Herman Cain’s communications director had a lot on his mind. I was at a Costco in Northern Virginia on a recent Friday, where the GOP candidate of the moment was scheduled to sign copies of his new book. Getting hold of the campaign had not been easy. The communications director, J.D. Gordon, explained to reporters that it had been hectic. “I think I have [my phone] off right now because I get like a call a minute and a hundred e-mails an hour,” he said. “My staff is just me and our new media guy right now.”
Gordon, a genial retired Navy commander who worked as a Pentagon spokesman from 2005 to 2009, explained that the campaign had hired two more press staffers, who were due to start Monday. This was not a moment too soon: Ever since Cain won the Florida straw poll on September 24, his poll numbers have soared. By the day of the book-signing, several polls had him running second or even tied for first with Mitt Romney. That has left Cain’s campaign—which for months had languished among the GOP primary’s side stories—suddenly struggling to adapt to the big-time.
When I found Gordon at Costco, another reporter was challenging him to produce the names of Cain’s advisers. Recently, Cain had assured Fox News host Chris Wallace that “some of the best economists in this country” had helped develop his “9-9-9” tax plan (9 percent national sales tax, 9 percent flat corporate tax, and 9 percent flat income tax). However, he had repeatedly refused to reveal their names, and Gordon was similarly cagey. There are “twelve well-known public figures providing him with advice,” he said. “[Former] ambassadors, former senior administration officials, and economic experts that are household names.” But he wouldn’t identify them.
What Gordon would say is that the campaign has a staff of 30, including three in-house policy people. Clark Barrow, who joined Cain’s circle as an employee at The New Voice, Inc.—a Cain-owned business that manages his writing and speaking activities—coordinates debate prep. The economic policy point person is Rich Lowrie, who, according to his LinkedIn profile, leads a Wells Fargo wealth management group in Ohio. Foreign policy is handled by Gordon himself, who is responsible for this portfolio in addition to his communications duties—which recently increased when the head spokesperson quit to work on the Louisiana lieutenant governor’s race.
I pointed out to Gordon that Cain has admitted that foreign policy is not his strong suit. “That’s why they recruited me. To help with that,” Gordon explained. He says the campaign hired him after they saw him on Fox News, where he is a contributor. He also writes columns for The Washington Times. “I’ve had about fifty columns published over the last year and a half, and so those are a lot of the things that I tell Mr. Cain.”
One of Cain’s more experienced operatives is his chief of staff, Mark Block. Scott Becher, a Republican consultant in Wisconsin, likens Block to an “aging rock star.” Block, who is in his mid-fifties, was among the biggest consultants in Wisconsin politics before he was caught breaking campaign finance law during a 1997 state supreme court race. He and his co-conspirator had to pay one of the steepest fines in state election history; he was also banned from politics for three years. More recently, Block has acted as director of the Wisconsin chapter of the Tea Party group Americans for Prosperity. But he has never run a national campaign.
My requests to interview Lowrie and Block went unanswered. I did manage to reach Scott Bieniek, the campaign’s general counsel, who graduated from law school in 2008. In an e-mail, he declined an interview, but wrote, “We have a saying on the campaign [that] has become somewhat of a battle cry, and gets us through the ups and downs: Keep your head down and keep selling tickets.”
Gordon told me that the campaign plans to hire more experienced operatives. Still, to do that, Cain will need money. He raised just over $2.5 million in the second quarter (of which he contributed $500,000), compared with Romney’s $18.3 million. Cain has acknowledged that mounting a presidential effort was harder than he expected, remarking, “I could start a new pizza company easier than I could start a new campaign team.”
At the Costco, enthusiastic fans, some cradling stacks of books, waited patiently. Cain arrived in a bus that advertised his “NATIONAL BOOK TOUR.” It was impossible to see him from the back of the line, but, when we heard gleeful shrieks, we knew he had arrived. Later, addressing a sea of TV cameras and digital recorders, he declared, “Herman Cain is not going to be a flavor of the week.”
Eliza Gray is an assistant editor at The New Republic. This article originally ran in the November 3, 2011, issue of the magazine.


Action item: Every line from the one containing "Describe the element at coordinates (508, 331)" to the end of the data below should be copied exactly, but pictures should not.
+--
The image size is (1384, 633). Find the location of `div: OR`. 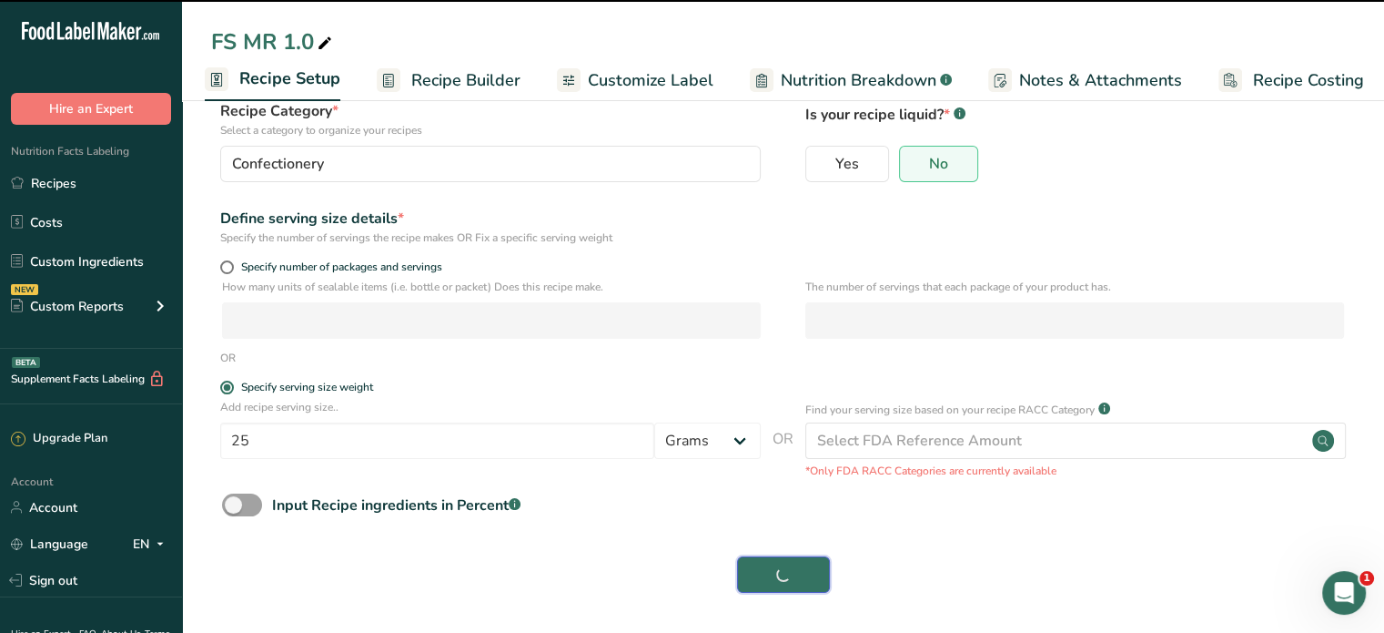

div: OR is located at coordinates (228, 358).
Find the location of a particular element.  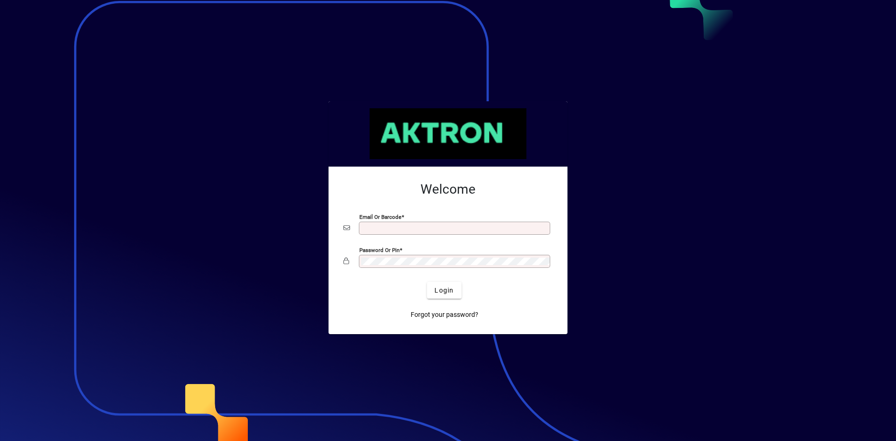

h2: Welcome is located at coordinates (448, 189).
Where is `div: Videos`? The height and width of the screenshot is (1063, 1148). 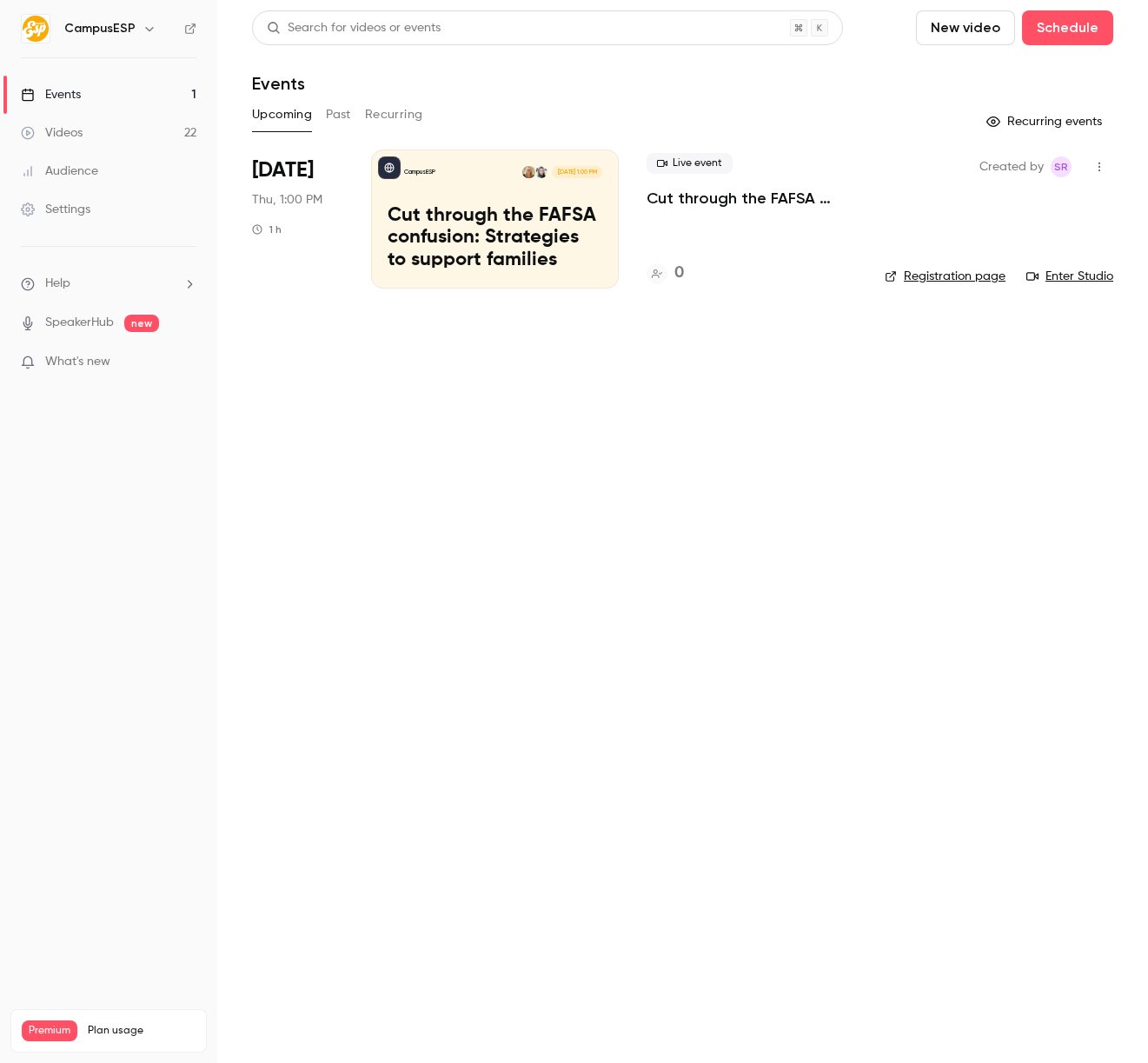 div: Videos is located at coordinates (51, 133).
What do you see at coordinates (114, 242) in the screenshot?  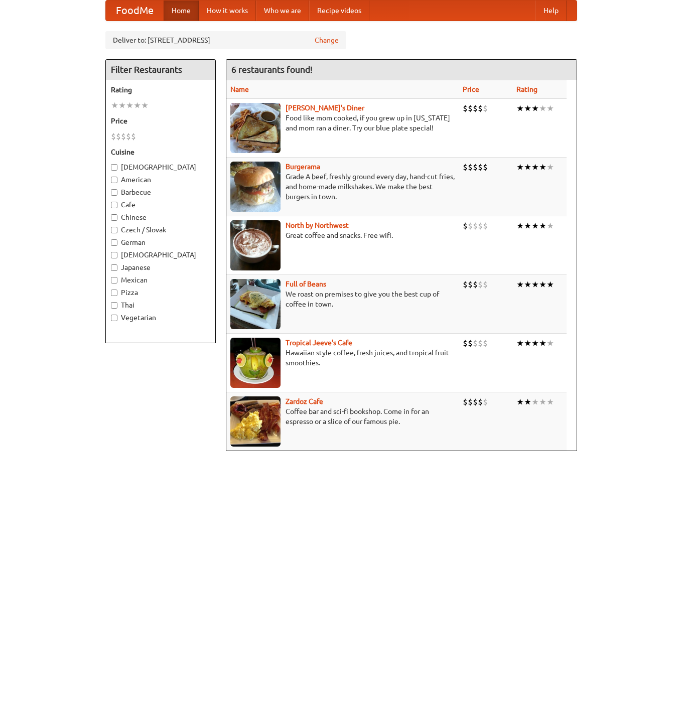 I see `input: German` at bounding box center [114, 242].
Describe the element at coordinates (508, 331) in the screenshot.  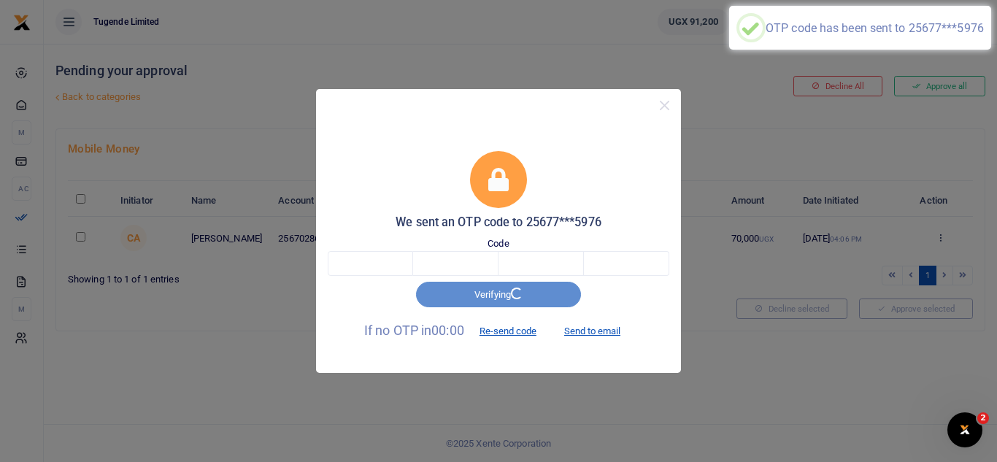
I see `button: Re-send code` at that location.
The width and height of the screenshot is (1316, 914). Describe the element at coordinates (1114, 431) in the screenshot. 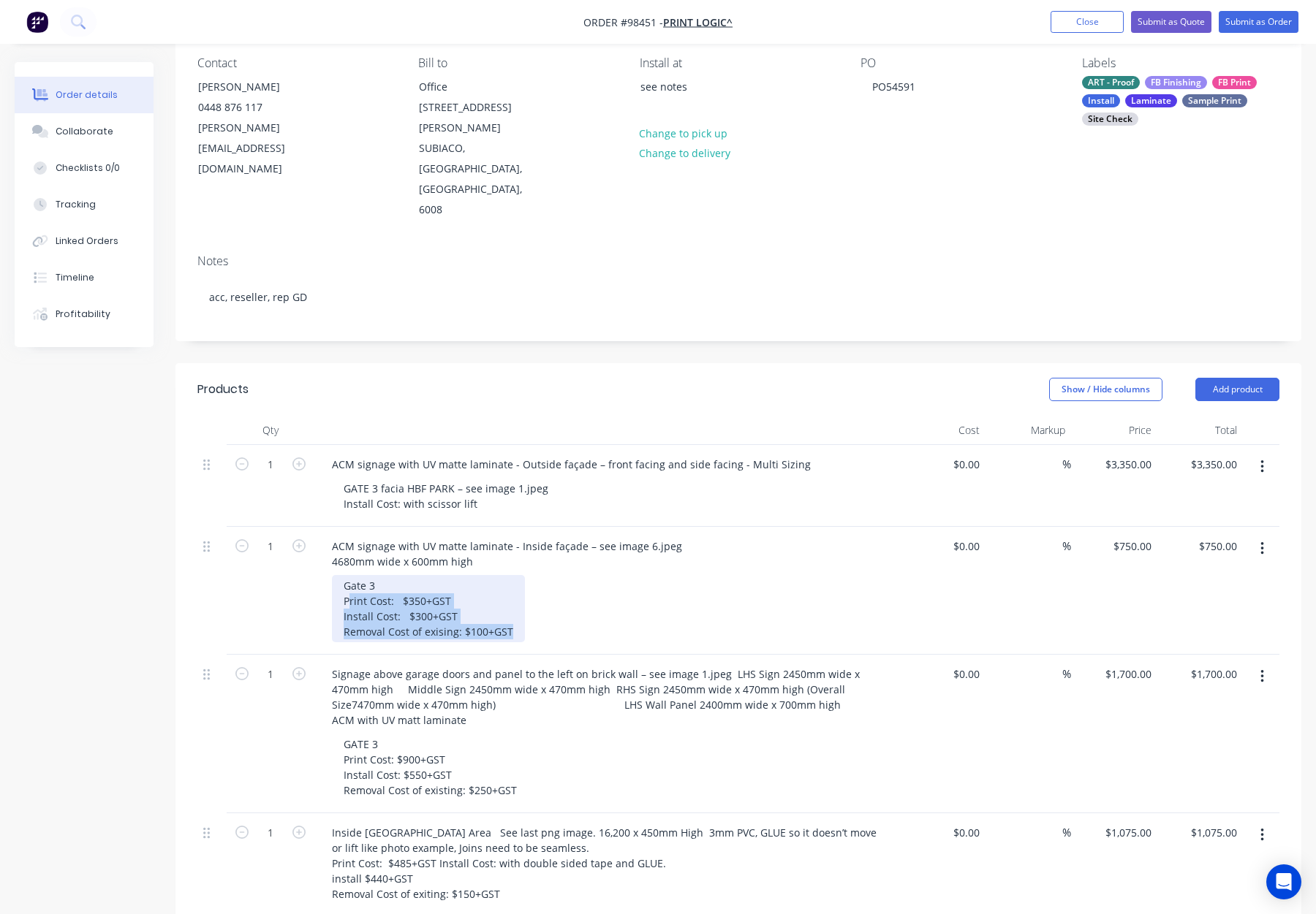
+--
Result:
Describe the element at coordinates (508, 331) in the screenshot.  
I see `button: Re-send code` at that location.
The width and height of the screenshot is (1316, 914). Describe the element at coordinates (1114, 431) in the screenshot. 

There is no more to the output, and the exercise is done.